Lindsay

USC’s Lindsay Gottlieb says struggling Trojans are ‘right there’ despite losing five of six

Her USC team might have dropped five of its last six games, more than it lost all of last season, while the road ahead could be something of an uphill climb, with four of its final 10 games against top-12 teams.

But by no means, at 11-8, is coach Lindsay Gottlieb ready to wave the white flag on USC’s season or its NCAA tournament hopes. Quite the contrary, in fact.

“There’s a ton of season left,” Gottlieb said confidently Friday, two days before USC was set to face off with No. 7 Michigan in Ann Arbor. The Trojans had just fallen short against Michigan State 74-68, the night before.

“We know we’re right there,” the coach continued. “But right there isn’t good enough. We’re not satisfied with that. But for this team, if we continue to figure the things out that are keeping us from getting over the hump, you know, then we think that we can do some damage.”

It certainly seemed that way at the start of January, when the Trojans were 10-3 and appeared to have found some sort of stride without injured superstar JuJu Watkins. But the void she’d left in USC’s lineup became particularly noticeable in the new year, as a blowout loss to UCLA, the largest defeat of Gottlieb’s tenure, left USC reeling. Sophomore wing Kennedy Smith went down with an injury after that, and USC blew a fourth-quarter lead to Oregon a few nights later. In three of their next four games — against Minnesota, Maryland and Michigan State — USC failed in some fashion to deliver down the stretch.

Yet none of those losses, Gottlieb points out, has been all that detrimental to the Trojans’ tournament resume. Not yet, at least. USC still sits at No. 25 in the NET rankings, thanks to its grueling nonconference schedule to start the season. The Trojans are 9-1 in games against Quad 2, 3 and 4 opponents, although they are 2-7 against top-tier opponents currently ranked as Quad 1.

That trend can’t hold if USC hopes to make the NCAA tournament for the fourth consecutive season under Gottlieb, a streak that USC’s women’s basketball program hasn’t matched since Cheryl Miller walked the sideline. But following Sunday’s matchup with Michigan, USC will have to contend with another top-10 team when Iowa comes to Galen Center.

The schedule should get easier after that, with matchups through February against Rutgers (9-10), Northwestern (8-11), Indiana (11-9) and Penn State (7-13), all of which rank in the bottom third of the conference. Yet the margin for error through that stretch, considering USC’s eight losses, is razor thin.

“Our whole mindset is only looking forward,” guard Kara Dunn said. “We have so many opportunities ahead to turn things around.”

Most of those opportunities of late have been on account of Dunn, who has been dynamic since the start of the new year. She’s averaging more than 24 points over USC’s last five.

It was precisely the role she’d envisioned when she committed to Gottlieb and USC, in search of a more free-flowing, pro-style offense. But it would take some adjusting, similar to how it took time for transfer forward Kiki Iriafen to settle into the offense last season.

“I was just trying to find where I fit,” Dunn said.

USC guard Kara Dunn dribbles the ball up court during a game in December.

USC guard Kara Dunn has found her stride during the new year, averaging more than 24 points over their last five games.

(Ronaldo Bolanos / Los Angeles Times)

She found it just in time, with freshman Jazzy Davidson mired in a multi-game slump. Davidson has still been one of the best freshmen in college basketball this season, but she’s shooting only 38% from the field this season. Smith, the Trojans’ third-leading scorer, has been even streakier at 35%. Both have struggled especially from the three-point line in recent games, shooting a combined four of 26 over their last three games.

Fortunately for USC, Dunn has stepped up from deep in their absence, hitting 44% of her three-point attempts over the last four to keep the Trojans afloat on offense. Against Purdue, in USC’s only win in January, Dunn dropped a season-high 29.

“I’m really just remembering who I am and who I was previously,” Dunn said. “I’m used to scoring in high numbers.”

USC will need her contributions to continue if it hopes to make any noise come March. There’s little Gottlieb can do now about the limitations in USC’s frontcourt, which has relied all season on a four-way rotation at center. But Davidson continues to make progress in her first season, while Dunn’s emergence has helped take pressure off the Trojans’ impressive freshman.

As Gottlieb gathered her team for a meeting on Friday, she urged her players to learn from the hard lessons of the last three weeks. Now was no time to sound any alarm bells, she assured, with hopes that they stick together from here.

“The only way through a storm is not to pull off of the road,” Gottlieb said, “but to keep going through it.”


What the exercise asks
Say only how many lines in the entries below contain the word "Carboniferous".

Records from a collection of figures
────────────────────────────────────────

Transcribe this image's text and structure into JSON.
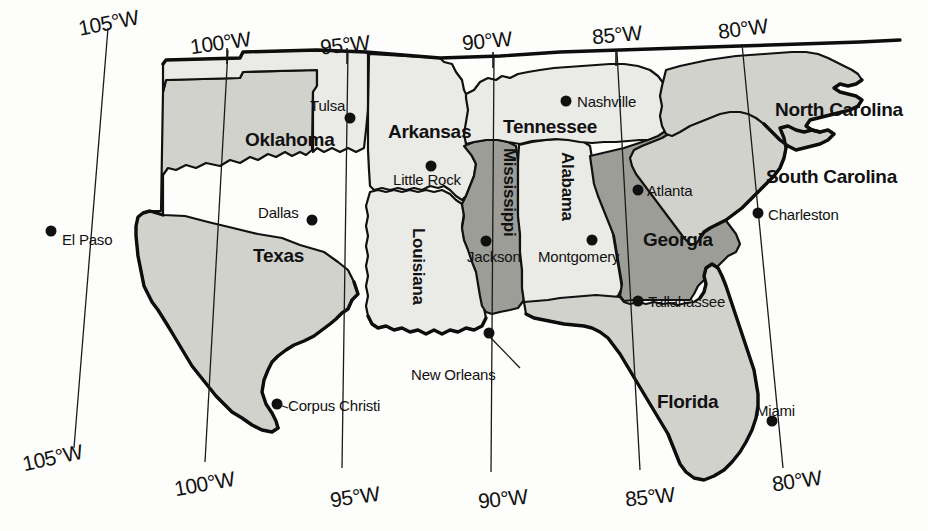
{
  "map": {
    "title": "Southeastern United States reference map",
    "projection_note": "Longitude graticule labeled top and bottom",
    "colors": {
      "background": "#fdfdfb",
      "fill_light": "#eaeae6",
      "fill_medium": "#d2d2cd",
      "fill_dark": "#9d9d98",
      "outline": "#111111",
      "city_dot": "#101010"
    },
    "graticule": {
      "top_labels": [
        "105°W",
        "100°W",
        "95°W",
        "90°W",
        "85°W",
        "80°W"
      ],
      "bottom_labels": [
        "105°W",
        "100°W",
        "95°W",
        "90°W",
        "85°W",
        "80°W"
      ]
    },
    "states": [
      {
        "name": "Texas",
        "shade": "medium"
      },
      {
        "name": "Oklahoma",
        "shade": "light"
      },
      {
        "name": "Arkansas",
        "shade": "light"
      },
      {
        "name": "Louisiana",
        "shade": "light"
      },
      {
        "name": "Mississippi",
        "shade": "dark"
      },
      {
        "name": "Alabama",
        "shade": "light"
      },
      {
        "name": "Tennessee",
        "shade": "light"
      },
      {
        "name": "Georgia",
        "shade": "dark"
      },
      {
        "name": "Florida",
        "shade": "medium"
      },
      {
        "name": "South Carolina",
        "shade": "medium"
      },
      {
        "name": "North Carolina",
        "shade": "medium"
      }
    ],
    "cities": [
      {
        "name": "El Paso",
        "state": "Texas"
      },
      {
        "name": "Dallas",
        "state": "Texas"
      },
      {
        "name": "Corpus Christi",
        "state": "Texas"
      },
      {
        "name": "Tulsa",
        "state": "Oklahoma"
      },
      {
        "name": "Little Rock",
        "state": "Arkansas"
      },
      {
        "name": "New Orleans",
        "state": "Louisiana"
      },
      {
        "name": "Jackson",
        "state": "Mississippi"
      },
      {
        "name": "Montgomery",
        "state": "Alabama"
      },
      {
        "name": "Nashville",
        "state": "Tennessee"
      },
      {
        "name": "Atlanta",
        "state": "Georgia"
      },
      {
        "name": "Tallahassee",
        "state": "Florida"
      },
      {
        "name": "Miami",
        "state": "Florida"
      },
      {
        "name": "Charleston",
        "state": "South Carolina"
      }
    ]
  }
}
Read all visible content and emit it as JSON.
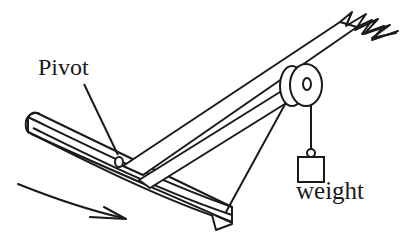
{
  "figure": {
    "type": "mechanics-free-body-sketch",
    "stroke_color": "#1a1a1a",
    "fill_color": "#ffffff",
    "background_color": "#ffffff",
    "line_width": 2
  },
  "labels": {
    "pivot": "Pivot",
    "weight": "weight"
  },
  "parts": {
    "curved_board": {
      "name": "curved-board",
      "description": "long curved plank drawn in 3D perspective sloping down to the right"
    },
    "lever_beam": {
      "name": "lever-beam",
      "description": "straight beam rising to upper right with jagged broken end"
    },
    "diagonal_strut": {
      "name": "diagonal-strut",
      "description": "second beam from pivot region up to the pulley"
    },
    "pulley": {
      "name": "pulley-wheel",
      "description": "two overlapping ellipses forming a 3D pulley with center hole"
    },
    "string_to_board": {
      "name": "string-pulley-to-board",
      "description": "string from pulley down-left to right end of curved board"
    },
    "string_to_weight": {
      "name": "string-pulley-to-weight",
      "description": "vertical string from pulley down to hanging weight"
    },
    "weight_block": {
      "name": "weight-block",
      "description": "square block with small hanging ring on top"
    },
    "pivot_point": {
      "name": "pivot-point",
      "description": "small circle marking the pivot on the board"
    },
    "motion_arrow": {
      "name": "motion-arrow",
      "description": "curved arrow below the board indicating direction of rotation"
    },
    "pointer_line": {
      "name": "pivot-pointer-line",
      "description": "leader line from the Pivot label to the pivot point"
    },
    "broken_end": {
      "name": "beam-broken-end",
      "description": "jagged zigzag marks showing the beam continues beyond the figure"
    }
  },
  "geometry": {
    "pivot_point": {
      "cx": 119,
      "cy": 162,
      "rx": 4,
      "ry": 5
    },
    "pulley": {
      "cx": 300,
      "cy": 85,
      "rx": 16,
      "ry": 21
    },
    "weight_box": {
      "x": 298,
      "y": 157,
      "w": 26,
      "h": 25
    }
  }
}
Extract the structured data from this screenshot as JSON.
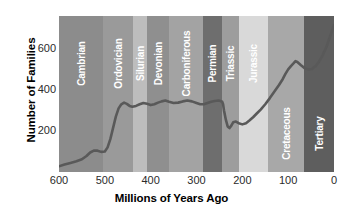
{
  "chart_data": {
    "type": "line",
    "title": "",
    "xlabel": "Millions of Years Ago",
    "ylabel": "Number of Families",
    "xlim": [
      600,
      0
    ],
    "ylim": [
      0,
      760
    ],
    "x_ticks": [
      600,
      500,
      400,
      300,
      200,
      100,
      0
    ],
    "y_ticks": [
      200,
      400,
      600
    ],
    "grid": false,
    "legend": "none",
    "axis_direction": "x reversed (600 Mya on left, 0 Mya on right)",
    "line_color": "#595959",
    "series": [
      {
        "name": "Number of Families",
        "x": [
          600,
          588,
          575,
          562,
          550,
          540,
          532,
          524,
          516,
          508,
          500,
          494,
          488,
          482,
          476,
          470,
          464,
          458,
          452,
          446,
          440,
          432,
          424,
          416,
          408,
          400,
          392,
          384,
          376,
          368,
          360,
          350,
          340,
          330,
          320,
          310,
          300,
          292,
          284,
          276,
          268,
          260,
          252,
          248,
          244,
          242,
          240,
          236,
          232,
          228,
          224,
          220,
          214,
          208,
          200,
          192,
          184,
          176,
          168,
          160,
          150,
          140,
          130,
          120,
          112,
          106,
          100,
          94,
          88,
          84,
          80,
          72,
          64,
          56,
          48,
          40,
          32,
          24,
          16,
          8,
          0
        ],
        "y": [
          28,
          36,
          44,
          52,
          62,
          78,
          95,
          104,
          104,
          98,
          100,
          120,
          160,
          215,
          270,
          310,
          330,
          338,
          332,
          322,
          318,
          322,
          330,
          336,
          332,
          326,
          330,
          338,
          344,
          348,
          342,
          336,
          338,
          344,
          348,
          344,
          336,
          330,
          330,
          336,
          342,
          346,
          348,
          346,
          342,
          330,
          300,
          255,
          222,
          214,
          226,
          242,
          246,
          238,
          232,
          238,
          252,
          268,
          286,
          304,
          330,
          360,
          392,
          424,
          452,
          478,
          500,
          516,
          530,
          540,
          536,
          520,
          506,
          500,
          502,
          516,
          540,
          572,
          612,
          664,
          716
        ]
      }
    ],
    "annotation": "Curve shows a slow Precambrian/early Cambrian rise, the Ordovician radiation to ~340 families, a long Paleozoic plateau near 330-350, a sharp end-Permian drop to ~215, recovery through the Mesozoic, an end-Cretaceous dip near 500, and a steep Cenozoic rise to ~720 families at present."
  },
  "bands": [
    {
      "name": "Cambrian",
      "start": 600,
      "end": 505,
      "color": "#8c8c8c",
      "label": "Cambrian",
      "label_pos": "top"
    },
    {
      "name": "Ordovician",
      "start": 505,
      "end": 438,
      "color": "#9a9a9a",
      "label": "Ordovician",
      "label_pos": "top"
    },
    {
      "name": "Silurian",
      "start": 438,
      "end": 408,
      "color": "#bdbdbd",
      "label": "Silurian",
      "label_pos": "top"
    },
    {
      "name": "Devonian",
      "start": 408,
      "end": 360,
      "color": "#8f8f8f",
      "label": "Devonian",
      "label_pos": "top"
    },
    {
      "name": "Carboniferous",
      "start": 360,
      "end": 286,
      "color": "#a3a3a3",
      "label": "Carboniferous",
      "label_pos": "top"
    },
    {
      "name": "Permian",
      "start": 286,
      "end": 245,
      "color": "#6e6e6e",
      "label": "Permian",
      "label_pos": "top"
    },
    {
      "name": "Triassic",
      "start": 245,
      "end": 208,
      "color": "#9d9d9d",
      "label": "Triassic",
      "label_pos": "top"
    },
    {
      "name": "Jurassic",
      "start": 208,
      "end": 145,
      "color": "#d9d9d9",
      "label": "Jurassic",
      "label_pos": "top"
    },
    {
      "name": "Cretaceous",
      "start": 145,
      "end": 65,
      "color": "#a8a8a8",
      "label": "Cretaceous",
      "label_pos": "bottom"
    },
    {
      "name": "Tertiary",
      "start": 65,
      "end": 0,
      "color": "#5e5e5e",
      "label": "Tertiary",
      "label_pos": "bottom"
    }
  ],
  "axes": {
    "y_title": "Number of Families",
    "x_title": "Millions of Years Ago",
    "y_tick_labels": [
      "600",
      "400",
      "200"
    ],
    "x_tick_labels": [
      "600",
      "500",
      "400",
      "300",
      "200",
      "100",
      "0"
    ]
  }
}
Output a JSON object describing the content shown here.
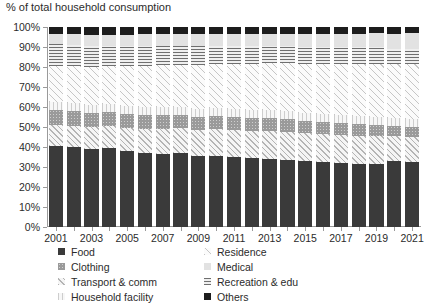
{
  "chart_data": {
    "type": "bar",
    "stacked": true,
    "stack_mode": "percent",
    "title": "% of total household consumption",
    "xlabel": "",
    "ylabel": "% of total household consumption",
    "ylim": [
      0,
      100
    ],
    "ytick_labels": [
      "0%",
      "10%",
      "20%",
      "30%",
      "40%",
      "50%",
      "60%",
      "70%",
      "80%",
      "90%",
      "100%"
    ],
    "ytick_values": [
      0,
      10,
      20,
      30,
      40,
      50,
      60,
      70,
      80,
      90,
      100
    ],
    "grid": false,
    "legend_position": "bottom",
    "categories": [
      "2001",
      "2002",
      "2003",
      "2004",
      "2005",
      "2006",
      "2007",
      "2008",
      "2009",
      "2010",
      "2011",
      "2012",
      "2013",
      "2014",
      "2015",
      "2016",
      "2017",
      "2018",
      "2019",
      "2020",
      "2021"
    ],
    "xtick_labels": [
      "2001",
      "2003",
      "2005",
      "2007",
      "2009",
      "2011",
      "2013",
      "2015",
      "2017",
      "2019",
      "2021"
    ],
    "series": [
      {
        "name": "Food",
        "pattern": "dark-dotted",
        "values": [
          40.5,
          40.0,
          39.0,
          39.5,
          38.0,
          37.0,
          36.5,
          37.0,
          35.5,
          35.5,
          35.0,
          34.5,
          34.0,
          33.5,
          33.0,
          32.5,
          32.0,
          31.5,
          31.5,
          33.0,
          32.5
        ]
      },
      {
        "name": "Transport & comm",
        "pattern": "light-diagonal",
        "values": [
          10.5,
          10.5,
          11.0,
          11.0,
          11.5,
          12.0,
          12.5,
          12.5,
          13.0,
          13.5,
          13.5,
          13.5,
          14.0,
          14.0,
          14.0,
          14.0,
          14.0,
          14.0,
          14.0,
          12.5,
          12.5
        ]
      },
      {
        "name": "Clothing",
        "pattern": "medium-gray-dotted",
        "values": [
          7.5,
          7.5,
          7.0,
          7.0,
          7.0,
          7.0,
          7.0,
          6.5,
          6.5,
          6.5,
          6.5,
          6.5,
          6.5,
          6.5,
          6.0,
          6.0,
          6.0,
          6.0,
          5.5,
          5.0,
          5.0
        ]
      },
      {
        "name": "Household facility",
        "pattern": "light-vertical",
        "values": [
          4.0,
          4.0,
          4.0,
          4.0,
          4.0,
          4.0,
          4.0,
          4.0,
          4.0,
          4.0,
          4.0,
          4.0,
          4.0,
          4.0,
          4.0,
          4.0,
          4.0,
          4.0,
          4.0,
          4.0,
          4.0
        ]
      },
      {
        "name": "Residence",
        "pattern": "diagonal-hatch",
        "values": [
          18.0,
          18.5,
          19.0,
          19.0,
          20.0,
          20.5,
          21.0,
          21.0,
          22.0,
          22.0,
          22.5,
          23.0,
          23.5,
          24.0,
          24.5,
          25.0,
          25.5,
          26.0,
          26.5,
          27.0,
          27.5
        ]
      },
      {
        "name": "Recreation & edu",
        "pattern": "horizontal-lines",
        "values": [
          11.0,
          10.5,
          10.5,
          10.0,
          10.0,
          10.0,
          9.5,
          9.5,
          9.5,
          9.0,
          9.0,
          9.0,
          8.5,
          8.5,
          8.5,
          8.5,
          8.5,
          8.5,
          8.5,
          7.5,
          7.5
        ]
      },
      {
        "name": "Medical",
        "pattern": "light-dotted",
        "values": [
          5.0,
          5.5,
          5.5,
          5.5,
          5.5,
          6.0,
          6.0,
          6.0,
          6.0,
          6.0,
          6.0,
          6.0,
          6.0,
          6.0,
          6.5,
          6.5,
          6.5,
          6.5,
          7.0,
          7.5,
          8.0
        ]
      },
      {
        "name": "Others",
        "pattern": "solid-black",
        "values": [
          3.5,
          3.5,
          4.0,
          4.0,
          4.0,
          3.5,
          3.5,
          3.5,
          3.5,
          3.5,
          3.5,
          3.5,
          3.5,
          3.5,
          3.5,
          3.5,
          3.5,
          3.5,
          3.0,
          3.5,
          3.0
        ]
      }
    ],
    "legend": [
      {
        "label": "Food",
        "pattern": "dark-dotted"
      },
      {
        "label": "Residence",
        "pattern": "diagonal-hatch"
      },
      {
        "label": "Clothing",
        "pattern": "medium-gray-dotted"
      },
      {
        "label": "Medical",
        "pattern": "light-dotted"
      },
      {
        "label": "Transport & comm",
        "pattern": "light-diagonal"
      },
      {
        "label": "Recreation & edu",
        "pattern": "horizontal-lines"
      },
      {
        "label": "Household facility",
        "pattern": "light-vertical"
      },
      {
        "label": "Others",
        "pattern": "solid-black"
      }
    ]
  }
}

────────────────────────────────────────

Answer to this task
2